What do you think?
Rate this book


396 pages, Hardcover
First published April 7, 2015


We called the evening drinks the Night Stages and found that powerfully amusing...(T)he race was divided into eight stages. “A series of punishing distances,” he said. “Like stations of the cross.” The nightly sessions in the bar were an antidote of sorts to the day's suffering and, he added, an acknowledgement of more to come.
It was said that there was a dark blood feud between the brothers of each generation of the Cahersiveen Riordans going back to Norman times, when one member of the tribe had betrayed another in battle. It was also said that there was traveller blood in the family, and it was this that caused the youngest boy in each generation to “go wild”, to run away to the mountains as soon as he could walk to be suckled by feral goats. It was said that the blood feud would, in each generation, be played out by a test of skills, a fiddling or piping contest during famine times when the men would have been weak from hunger, but most often by a sporting event; foot races, hurling or Gaelic football.

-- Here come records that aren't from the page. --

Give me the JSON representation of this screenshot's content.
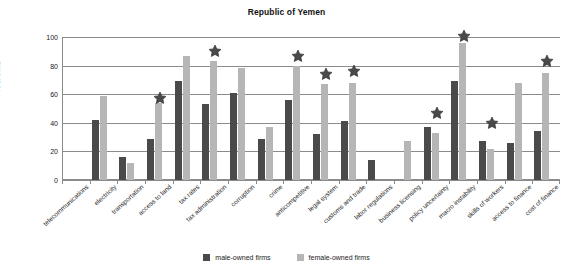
{
  "chart_data": {
    "type": "bar",
    "title": "Republic of Yemen",
    "xlabel": "",
    "ylabel": "% of firms",
    "ylim": [
      0,
      100
    ],
    "yticks": [
      0,
      20,
      40,
      60,
      80,
      100
    ],
    "grid": true,
    "legend_position": "bottom",
    "categories": [
      "telecommunications",
      "electricity",
      "transportation",
      "access to land",
      "tax rates",
      "tax administration",
      "corruption",
      "crime",
      "anticompetitive",
      "legal system",
      "customs and trade",
      "labor regulations",
      "business licensing",
      "policy uncertainty",
      "macro instability",
      "skills of workers",
      "access to finance",
      "cost of finance"
    ],
    "series": [
      {
        "name": "male-owned firms",
        "color": "#4a4a4a",
        "values": [
          0,
          42,
          16,
          29,
          69,
          53,
          61,
          29,
          56,
          32,
          41,
          14,
          0,
          37,
          69,
          27,
          26,
          34
        ]
      },
      {
        "name": "female-owned firms",
        "color": "#b6b6b6",
        "values": [
          0,
          59,
          12,
          54,
          87,
          83,
          78,
          37,
          80,
          67,
          68,
          0,
          27,
          33,
          96,
          22,
          68,
          75
        ]
      }
    ],
    "annotations": {
      "marker": "star",
      "meaning": "statistically significant difference",
      "categories": [
        "access to land",
        "tax administration",
        "anticompetitive",
        "legal system",
        "customs and trade",
        "policy uncertainty",
        "macro instability",
        "skills of workers",
        "cost of finance"
      ],
      "values": [
        57,
        90,
        87,
        74,
        76,
        47,
        101,
        40,
        83
      ]
    }
  },
  "legend": {
    "items": [
      {
        "label": "male-owned firms",
        "color": "#4a4a4a"
      },
      {
        "label": "female-owned firms",
        "color": "#b6b6b6"
      }
    ]
  }
}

She looks at the mural, moving her head from left to right, taking in the full brunt of it in the rich, low morning light. She allows its chaos and its odd calm to enter her mind. Some of the figures are so emplaced they seemed to be wholly defined by the act of absolute arrival. Others are caught in the process of moving away. And far back in the trees, rendered in shades of grey, one or two appear to be poised on the edge of full disappearance.